Socality And Canon Creator Lab’s Toronto Creative Experience At OBJX Studio
On Sunday, January 22, 2023, I attended the last half of Socality and Canon Creator Lab’s Toronto Creative Experience at OBJX Studio via Canon Canada to support my colleagues and clients, to interact with and learn from the fantastic community that Socality has created, and to practice my photojournalistic skills.
On my way to the event, I was exhausted due to long-held patterns of perfectionism and workaholism that inevitably catch up to me, patterns that I ironically and gratefully teach many others how to avoid or transcend.
When I arrived at OBJX Studio, my exhaustion was almost immediately replaced by curiosity and creative energy.
Since I became a Canon Canada ambassador in 2020, I have attended all Toronto-based Socality events. And through Socality, I had the good fortune of facilitating a virtual workshop on the cultivation of mental health for creatives during the peak of the COVID-19 pandemic when creatives and all other people truly needed to cultivate as much mental health as possible.
It was amazing to see familiar faces at the recent Toronto Creative Experience, to encourage those new to photography and other creative endeavours, and to access excellent gear provided by Canon Canada and Henry’s, otherwise known as Canada's Greatest Camera Store. I will work with Henry’s this year and collaborate with the company’s mental health organization, The Henry’s Foundation. Consequently, I will be doing business with two organizations representing a company that I have been a customer of since I was a kid, much like Canon Canada.
OBJX is an expansive and eclectic space with numerous vintage motifs and pieces of furniture. It is an excellent location for various photo shoots and other projects.
I enjoyed watching the many creatives within the space photographing the models that were hired for the event, including but not limited to Tlisa Ghany, who is, among other roles, a model that I have worked with for my meditation playlist series and on behalf of a campaign for Project Healthy Minds; one of the fastest-growing mental health non-profits in America.
When I observed the various photographers, other creatives, and various executives at the event, I saw and documented a culturally-diverse group of people in good spirits. The vast majority of them reminded me of myself at different stages of my life and various stages of my career.
I saw myself in amateur photographers, hobbyists, and a handful of professionals like my fellow Canon Canada ambassador Pam Lau, who was working at the event. And the models reminded me of the hundreds of models I have worked with over the years.
I was reminded of my early beginnings as a photographer, between the ages of 12 and 24, when it was challenging to walk away from a project with many strong images, at least according to my standards during that timeframe.
And I was reminded of the years that followed, wherein my ambitions began to align with my skills.
Thankfully, now I experience great difficulty narrowing down the strongest images from my photography projects, and so do my clients. I also do more than photography professionally and have significantly expanded my complementary skillsets far beyond what I knew was possible as a child.
Although it was my first time at OBJX Studio, I felt at home, and I was, and still am, grateful for the fact that I currently live in the most culturally diverse city in the world and for the community that Socality has created with great care, ingenuity, and conscientiousness.
It was also awesome to meet Ayanna Allen, one of my Canon FUTURES students and one of the models at the event.
Last year and this year, through the program, and specifically through a workshop entitled Work On Yourself More Than You Work On Your Craft, I have taught 20 young creatives between the ages of 18 and 24 the inner game of being a professional creator, emotional intelligence, meditation, transcending limiting beliefs, the psychology of money, the importance of clearly-defined values and boundaries, creating a unique value proposition, sales, and far more.
Ayanna told me she greatly appreciated the assignment associated with Work On Yourself More Than You Work On Your Craft, which she and the rest of the FUTURES creators will submit this April or earlier. I told her it is an incredibly challenging assignment for any creative, whether 18 or 60 years old. It involves tough questions that provide my students with much-needed clarity.
The feedback I have received from the Canon FUTURES creators this year and last has validated the pain and suffering I have endured throughout my career, self-imposed and otherwise.
As such, I would not change a thing about my life, my evolution as an artist, entrepreneur, and human being, it was all worth it, and I look forward to the next Socality and Canon Creator Lab event.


From the first line to the last, copy the data exactly.

-- Entries supplied follows --

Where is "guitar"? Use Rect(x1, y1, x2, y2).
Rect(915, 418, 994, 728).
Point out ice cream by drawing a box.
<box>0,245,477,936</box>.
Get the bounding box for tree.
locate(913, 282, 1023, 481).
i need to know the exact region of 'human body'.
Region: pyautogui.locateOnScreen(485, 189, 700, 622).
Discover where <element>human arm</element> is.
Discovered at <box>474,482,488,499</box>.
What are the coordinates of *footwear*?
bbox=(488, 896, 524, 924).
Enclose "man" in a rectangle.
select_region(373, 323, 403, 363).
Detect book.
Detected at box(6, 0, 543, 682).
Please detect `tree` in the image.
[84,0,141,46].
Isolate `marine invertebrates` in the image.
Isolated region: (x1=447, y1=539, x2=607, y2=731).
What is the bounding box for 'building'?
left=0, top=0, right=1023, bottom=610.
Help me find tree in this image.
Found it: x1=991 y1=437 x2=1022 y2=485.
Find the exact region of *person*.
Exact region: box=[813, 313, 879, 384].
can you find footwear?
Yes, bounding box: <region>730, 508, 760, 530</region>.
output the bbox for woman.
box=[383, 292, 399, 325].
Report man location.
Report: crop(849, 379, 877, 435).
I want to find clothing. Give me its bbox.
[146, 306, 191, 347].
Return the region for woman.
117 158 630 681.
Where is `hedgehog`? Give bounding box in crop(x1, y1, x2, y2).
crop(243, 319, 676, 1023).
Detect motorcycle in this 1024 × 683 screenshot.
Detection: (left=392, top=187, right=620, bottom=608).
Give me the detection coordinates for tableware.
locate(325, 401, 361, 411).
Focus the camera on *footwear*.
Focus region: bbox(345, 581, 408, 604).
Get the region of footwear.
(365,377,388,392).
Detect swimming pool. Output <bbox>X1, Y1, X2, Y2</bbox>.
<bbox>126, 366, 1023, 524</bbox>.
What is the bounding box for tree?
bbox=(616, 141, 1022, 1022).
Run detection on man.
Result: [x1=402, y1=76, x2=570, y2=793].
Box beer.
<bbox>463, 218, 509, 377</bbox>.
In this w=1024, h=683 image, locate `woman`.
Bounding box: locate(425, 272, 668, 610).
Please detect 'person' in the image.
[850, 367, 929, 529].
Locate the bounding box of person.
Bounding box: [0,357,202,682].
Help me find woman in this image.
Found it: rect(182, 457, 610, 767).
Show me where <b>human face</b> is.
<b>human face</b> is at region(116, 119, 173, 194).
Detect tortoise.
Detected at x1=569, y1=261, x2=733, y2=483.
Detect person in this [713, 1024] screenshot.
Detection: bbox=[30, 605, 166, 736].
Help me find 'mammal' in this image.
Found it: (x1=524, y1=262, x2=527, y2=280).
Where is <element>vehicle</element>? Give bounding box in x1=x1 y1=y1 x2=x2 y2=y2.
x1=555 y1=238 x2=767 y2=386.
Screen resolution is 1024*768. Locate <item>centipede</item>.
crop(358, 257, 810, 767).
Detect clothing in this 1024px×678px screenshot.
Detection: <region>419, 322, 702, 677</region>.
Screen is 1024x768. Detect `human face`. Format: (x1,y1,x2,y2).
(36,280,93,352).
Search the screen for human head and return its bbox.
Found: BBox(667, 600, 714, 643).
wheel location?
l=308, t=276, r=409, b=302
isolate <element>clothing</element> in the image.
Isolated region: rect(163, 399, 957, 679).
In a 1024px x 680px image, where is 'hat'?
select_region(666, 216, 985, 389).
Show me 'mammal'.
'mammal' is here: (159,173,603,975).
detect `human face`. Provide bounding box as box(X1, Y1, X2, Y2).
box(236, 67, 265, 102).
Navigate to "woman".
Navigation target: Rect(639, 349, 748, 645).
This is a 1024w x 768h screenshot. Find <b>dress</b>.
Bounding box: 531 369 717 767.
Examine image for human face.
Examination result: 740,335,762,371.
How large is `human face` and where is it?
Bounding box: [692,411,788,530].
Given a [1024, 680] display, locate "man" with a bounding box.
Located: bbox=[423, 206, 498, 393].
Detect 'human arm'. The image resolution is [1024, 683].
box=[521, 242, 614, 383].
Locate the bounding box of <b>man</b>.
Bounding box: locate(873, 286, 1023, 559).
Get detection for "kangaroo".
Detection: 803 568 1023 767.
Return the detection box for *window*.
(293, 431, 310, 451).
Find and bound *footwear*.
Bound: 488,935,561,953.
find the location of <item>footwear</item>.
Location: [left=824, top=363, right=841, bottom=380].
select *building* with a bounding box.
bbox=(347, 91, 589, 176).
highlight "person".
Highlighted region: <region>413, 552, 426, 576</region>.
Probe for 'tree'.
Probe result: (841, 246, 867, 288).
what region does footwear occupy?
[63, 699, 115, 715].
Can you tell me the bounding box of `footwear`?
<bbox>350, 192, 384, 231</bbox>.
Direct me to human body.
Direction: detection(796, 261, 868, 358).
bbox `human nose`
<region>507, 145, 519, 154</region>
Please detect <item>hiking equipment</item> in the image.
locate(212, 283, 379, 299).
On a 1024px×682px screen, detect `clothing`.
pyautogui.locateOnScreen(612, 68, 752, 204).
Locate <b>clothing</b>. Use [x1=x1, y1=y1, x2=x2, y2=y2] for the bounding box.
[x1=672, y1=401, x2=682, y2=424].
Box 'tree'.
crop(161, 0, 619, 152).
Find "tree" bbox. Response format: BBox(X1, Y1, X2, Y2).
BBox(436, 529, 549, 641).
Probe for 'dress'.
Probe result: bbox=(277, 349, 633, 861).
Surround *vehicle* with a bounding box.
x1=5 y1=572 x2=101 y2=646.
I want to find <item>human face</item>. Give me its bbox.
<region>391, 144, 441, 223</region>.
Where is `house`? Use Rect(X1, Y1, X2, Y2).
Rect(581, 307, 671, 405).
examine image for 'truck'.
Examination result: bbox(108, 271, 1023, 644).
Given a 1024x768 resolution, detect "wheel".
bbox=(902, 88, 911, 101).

-- Entries supplied concluded --

Answer to this problem –
Where is "guitar"? Use Rect(x1, y1, x2, y2).
Rect(915, 418, 994, 728).
Point out ice cream by drawing a box.
<box>0,245,477,936</box>.
Get the bounding box for tree.
locate(913, 282, 1023, 481).
i need to know the exact region of 'human body'.
Region: pyautogui.locateOnScreen(485, 189, 700, 622).
Discover where <element>human arm</element> is.
Discovered at <box>474,482,488,499</box>.
What are the coordinates of *footwear*?
bbox=(488, 896, 524, 924).
Enclose "man" in a rectangle.
select_region(373, 323, 403, 363).
Detect book.
Detected at box(6, 0, 543, 682).
Please detect `tree` in the image.
[84,0,141,46].
Isolate `marine invertebrates` in the image.
Isolated region: (x1=447, y1=539, x2=607, y2=731).
What is the bounding box for 'building'?
left=0, top=0, right=1023, bottom=610.
Help me find tree in this image.
Found it: x1=991 y1=437 x2=1022 y2=485.
Find the exact region of *person*.
Exact region: box=[813, 313, 879, 384].
can you find footwear?
Yes, bounding box: <region>730, 508, 760, 530</region>.
output the bbox for woman.
box=[383, 292, 399, 325].
Report man location.
Report: crop(849, 379, 877, 435).
I want to find clothing. Give me its bbox.
[146, 306, 191, 347].
Return the region for woman.
117 158 630 681.
Where is `hedgehog`? Give bounding box in crop(x1, y1, x2, y2).
crop(243, 319, 676, 1023).
Detect motorcycle in this 1024 × 683 screenshot.
Detection: (left=392, top=187, right=620, bottom=608).
Give me the detection coordinates for tableware.
locate(325, 401, 361, 411).
Focus the camera on *footwear*.
Focus region: bbox(345, 581, 408, 604).
Get the region of footwear.
(365,377,388,392).
Detect swimming pool. Output <bbox>X1, Y1, X2, Y2</bbox>.
<bbox>126, 366, 1023, 524</bbox>.
What is the bounding box for tree?
bbox=(616, 141, 1022, 1022).
Run detection on man.
Result: [x1=402, y1=76, x2=570, y2=793].
Box beer.
<bbox>463, 218, 509, 377</bbox>.
In this w=1024, h=683 image, locate `woman`.
Bounding box: locate(425, 272, 668, 610).
Please detect 'person' in the image.
[850, 367, 929, 529].
Locate the bounding box of person.
Bounding box: [0,357,202,682].
Help me find woman in this image.
Found it: rect(182, 457, 610, 767).
Show me where <b>human face</b> is.
<b>human face</b> is at region(116, 119, 173, 194).
Detect tortoise.
Detected at x1=569, y1=261, x2=733, y2=483.
Detect person in this [713, 1024] screenshot.
Detection: bbox=[30, 605, 166, 736].
Help me find 'mammal' in this image.
Found it: (x1=524, y1=262, x2=527, y2=280).
Where is <element>vehicle</element>? Give bounding box in x1=x1 y1=y1 x2=x2 y2=y2.
x1=555 y1=238 x2=767 y2=386.
Screen resolution is 1024*768. Locate <item>centipede</item>.
crop(358, 257, 810, 767).
Detect clothing in this 1024px×678px screenshot.
Detection: <region>419, 322, 702, 677</region>.
Screen is 1024x768. Detect `human face`. Format: (x1,y1,x2,y2).
(36,280,93,352).
Search the screen for human head and return its bbox.
Found: BBox(667, 600, 714, 643).
wheel location?
l=308, t=276, r=409, b=302
isolate <element>clothing</element> in the image.
Isolated region: rect(163, 399, 957, 679).
In a 1024px x 680px image, where is 'hat'?
select_region(666, 216, 985, 389).
Show me 'mammal'.
'mammal' is here: (159,173,603,975).
detect `human face`. Provide bounding box as box(X1, Y1, X2, Y2).
box(236, 67, 265, 102).
Navigate to "woman".
Navigation target: Rect(639, 349, 748, 645).
This is a 1024w x 768h screenshot. Find <b>dress</b>.
Bounding box: 531 369 717 767.
Examine image for human face.
Examination result: 740,335,762,371.
How large is `human face` and where is it?
Bounding box: [692,411,788,530].
Given a [1024, 680] display, locate "man" with a bounding box.
Located: bbox=[423, 206, 498, 393].
Detect 'human arm'. The image resolution is [1024, 683].
box=[521, 242, 614, 383].
Locate the bounding box of <b>man</b>.
Bounding box: locate(873, 286, 1023, 559).
Get detection for "kangaroo".
Detection: 803 568 1023 767.
Return the detection box for *window*.
(293, 431, 310, 451).
Find and bound *footwear*.
Bound: 488,935,561,953.
find the location of <item>footwear</item>.
Location: [left=824, top=363, right=841, bottom=380].
select *building* with a bounding box.
bbox=(347, 91, 589, 176).
highlight "person".
Highlighted region: <region>413, 552, 426, 576</region>.
Probe for 'tree'.
Probe result: (841, 246, 867, 288).
what region does footwear occupy?
[63, 699, 115, 715].
Can you tell me the bounding box of `footwear`?
<bbox>350, 192, 384, 231</bbox>.
Direct me to human body.
Direction: detection(796, 261, 868, 358).
bbox `human nose`
<region>507, 145, 519, 154</region>
Please detect <item>hiking equipment</item> in the image.
locate(212, 283, 379, 299).
On a 1024px×682px screen, detect `clothing`.
pyautogui.locateOnScreen(612, 68, 752, 204).
Locate <b>clothing</b>. Use [x1=x1, y1=y1, x2=x2, y2=y2] for the bounding box.
[x1=672, y1=401, x2=682, y2=424].
Box 'tree'.
crop(161, 0, 619, 152).
Find "tree" bbox. Response format: BBox(X1, Y1, X2, Y2).
BBox(436, 529, 549, 641).
Probe for 'dress'.
Probe result: bbox=(277, 349, 633, 861).
Surround *vehicle* with a bounding box.
x1=5 y1=572 x2=101 y2=646.
I want to find <item>human face</item>. Give me its bbox.
<region>391, 144, 441, 223</region>.
Where is `house`? Use Rect(X1, Y1, X2, Y2).
Rect(581, 307, 671, 405).
examine image for 'truck'.
Examination result: bbox(108, 271, 1023, 644).
Given a 1024x768 resolution, detect "wheel".
bbox=(902, 88, 911, 101).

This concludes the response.